WANDERERS boss Gary Waddock has been given a reduced budget and just one year to get the Blues back into League One.

Owner Steve Hayes set the tough target immediately after The Chairboys were relegated back to the bottom division after just one season of mixing it with the big boys of Leeds, Charlton and Norwich.

Blues’ demotion was confirmed on Saturday when they lost 2-0 at Leyton Orient in a match they had to win.

They were undone by former Wycombe star Scott McGleish, who made one and scored the other to send them down, less than a year after he was given away on a free transfer by Blues.

Earlier in the season, McGleish’s winning goal cost Peter Taylor his job as Wycombe manager and now he has heaped the pressure on new boss Gary Waddock.

Hayes said: “We have to go up next year. Gary knows it and everyone knows it.

“We don’t want to wait around another year in that division, the aim is to go up automatically and we want to do it in a blaze of glory.

“I’m gutted to find ourselves back in League Two.

“It wasn’t in our plans to go down. I said at the start of the season that I didn’t want to make the numbers up. I wanted to see us in mid-table and maybe getting close to the play-offs.

“But the league table doesn’t lie. We were relegated because we were one of the bottom four clubs.”

Last time Blues went down it took them five years to climb back up, but Hayes believes Waddock is the man to bring them straight back up at the first attempt.

But he will have to do it with a reduced playing budget.

Hayes confirmed: “The budget has been set for next season and it’s a lesser budget than last year. But I’m confident that it’s a good budget.

“We don’t want to take on expensive players with expensive reputations, we want to take on some assets and have a mix of youth and experience.”

Waddock has accepted the budget and the challenge of bringing Blues back at the first attempt.

He said: “I would put the same pressure on myself. I want to bounce back at the first attempt, just like any fan and any owner.

“I want to take this club forward. We’ve taken a step backward and we want to move forward again.”

Owner Hayes pointed the finger of blame for relegation firmly at Taylor, who led the club to promotion just 12 months ago.

He said: “The dye was set in the summer. We gave him a decent budget but he wanted more. He brought in players that didn’t perform.

“We had a bigger budget than some of the teams in the division. The brief was to stay in the division and we fell short.”

Taylor said yesterday: “I’m a bit disappointed with the comments. Certain signings worked out and certain ones maybe didn’t but there’s no manager for whom they all work out and everyone knows that we had a really difficult start to the season.”

Hayes sacked Taylor in October and replaced him with Waddock after McGleish’s winner for Orient made it one league win in 11 matches.

He then backed his new manager with cash, allowing him to bring in 11 new players during the January transfer window, but it still wasn’t enough to stave off relegation with a week of the season still to go.

And going down has forced Blues to tighten the purse strings.

The Blues are set for a big cash shortfall next year from missing away fans now that they have lost the glamour clubs from their fixture list.

Ten clubs brought more than 1,000 supporters to Adams Park with them and three, including tomorrow’s opponents Gillingham, will have brought double that.

Hayes said: “We will lose a lot in ticket sales. It’s a big shortfall and we’ve got to make it up.”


=== ABOUT THIS TASK ===
Below are records to be copied exactly; their pictures are to be omitted.

=== Figure dataset records ===

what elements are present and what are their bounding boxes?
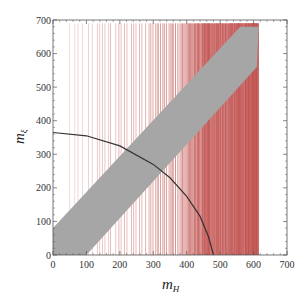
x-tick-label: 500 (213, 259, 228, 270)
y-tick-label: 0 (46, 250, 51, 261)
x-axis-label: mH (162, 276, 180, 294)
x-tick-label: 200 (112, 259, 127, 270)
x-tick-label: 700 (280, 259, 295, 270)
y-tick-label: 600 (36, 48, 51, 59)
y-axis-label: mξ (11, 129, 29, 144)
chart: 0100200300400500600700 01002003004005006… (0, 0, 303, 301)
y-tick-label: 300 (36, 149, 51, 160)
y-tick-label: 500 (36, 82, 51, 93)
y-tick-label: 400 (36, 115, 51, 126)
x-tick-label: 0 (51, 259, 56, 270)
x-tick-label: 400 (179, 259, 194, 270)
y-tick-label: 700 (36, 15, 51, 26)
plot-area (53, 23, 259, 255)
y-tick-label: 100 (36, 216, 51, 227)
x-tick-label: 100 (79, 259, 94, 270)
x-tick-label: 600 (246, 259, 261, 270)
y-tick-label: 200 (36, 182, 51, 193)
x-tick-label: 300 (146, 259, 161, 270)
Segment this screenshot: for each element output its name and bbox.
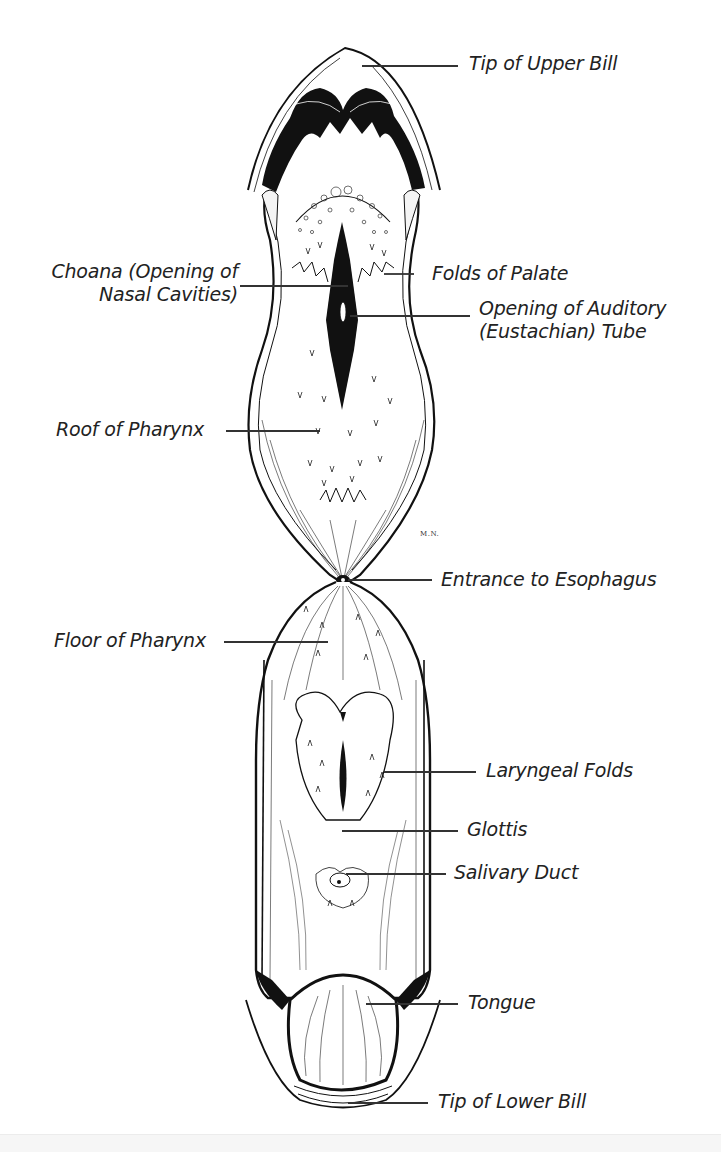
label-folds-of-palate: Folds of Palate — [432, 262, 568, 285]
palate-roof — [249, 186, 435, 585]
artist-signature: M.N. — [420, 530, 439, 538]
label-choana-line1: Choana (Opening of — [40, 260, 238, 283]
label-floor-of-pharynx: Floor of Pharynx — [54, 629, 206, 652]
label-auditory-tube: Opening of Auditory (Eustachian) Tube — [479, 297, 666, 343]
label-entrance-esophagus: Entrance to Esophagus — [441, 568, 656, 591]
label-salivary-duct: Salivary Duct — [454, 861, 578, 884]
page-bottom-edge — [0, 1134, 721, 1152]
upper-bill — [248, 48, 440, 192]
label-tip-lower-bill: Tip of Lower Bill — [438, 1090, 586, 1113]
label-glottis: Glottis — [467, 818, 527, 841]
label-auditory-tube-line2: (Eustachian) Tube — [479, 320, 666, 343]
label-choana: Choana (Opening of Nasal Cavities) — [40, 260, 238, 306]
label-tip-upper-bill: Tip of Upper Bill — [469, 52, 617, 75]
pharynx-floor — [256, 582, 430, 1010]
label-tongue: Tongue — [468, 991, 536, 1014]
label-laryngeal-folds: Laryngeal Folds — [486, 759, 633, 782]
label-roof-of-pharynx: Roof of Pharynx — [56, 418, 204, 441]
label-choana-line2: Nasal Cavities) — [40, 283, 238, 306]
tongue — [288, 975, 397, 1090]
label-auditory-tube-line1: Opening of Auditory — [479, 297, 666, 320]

=== OUTPUT BELOW ===
what elements are present and what are their bounding boxes?
x-tick-label: 500 (213, 259, 228, 270)
y-tick-label: 0 (46, 250, 51, 261)
x-axis-label: mH (162, 276, 180, 294)
x-tick-label: 200 (112, 259, 127, 270)
x-tick-label: 700 (280, 259, 295, 270)
y-tick-label: 600 (36, 48, 51, 59)
y-axis-label: mξ (11, 129, 29, 144)
chart: 0100200300400500600700 01002003004005006… (0, 0, 303, 301)
y-tick-label: 300 (36, 149, 51, 160)
y-tick-label: 500 (36, 82, 51, 93)
y-tick-label: 400 (36, 115, 51, 126)
x-tick-label: 0 (51, 259, 56, 270)
x-tick-label: 400 (179, 259, 194, 270)
y-tick-label: 700 (36, 15, 51, 26)
plot-area (53, 23, 259, 255)
y-tick-label: 100 (36, 216, 51, 227)
x-tick-label: 100 (79, 259, 94, 270)
x-tick-label: 600 (246, 259, 261, 270)
y-tick-label: 200 (36, 182, 51, 193)
x-tick-label: 300 (146, 259, 161, 270)
Segment this screenshot: for each element output its name and bbox.
label-folds-of-palate: Folds of Palate — [432, 262, 568, 285]
palate-roof — [249, 186, 435, 585]
artist-signature: M.N. — [420, 530, 439, 538]
label-choana-line1: Choana (Opening of — [40, 260, 238, 283]
label-floor-of-pharynx: Floor of Pharynx — [54, 629, 206, 652]
label-auditory-tube: Opening of Auditory (Eustachian) Tube — [479, 297, 666, 343]
label-entrance-esophagus: Entrance to Esophagus — [441, 568, 656, 591]
label-salivary-duct: Salivary Duct — [454, 861, 578, 884]
page-bottom-edge — [0, 1134, 721, 1152]
upper-bill — [248, 48, 440, 192]
label-tip-lower-bill: Tip of Lower Bill — [438, 1090, 586, 1113]
label-glottis: Glottis — [467, 818, 527, 841]
label-auditory-tube-line2: (Eustachian) Tube — [479, 320, 666, 343]
label-choana: Choana (Opening of Nasal Cavities) — [40, 260, 238, 306]
label-tip-upper-bill: Tip of Upper Bill — [469, 52, 617, 75]
pharynx-floor — [256, 582, 430, 1010]
label-tongue: Tongue — [468, 991, 536, 1014]
label-laryngeal-folds: Laryngeal Folds — [486, 759, 633, 782]
label-roof-of-pharynx: Roof of Pharynx — [56, 418, 204, 441]
label-choana-line2: Nasal Cavities) — [40, 283, 238, 306]
tongue — [288, 975, 397, 1090]
label-auditory-tube-line1: Opening of Auditory — [479, 297, 666, 320]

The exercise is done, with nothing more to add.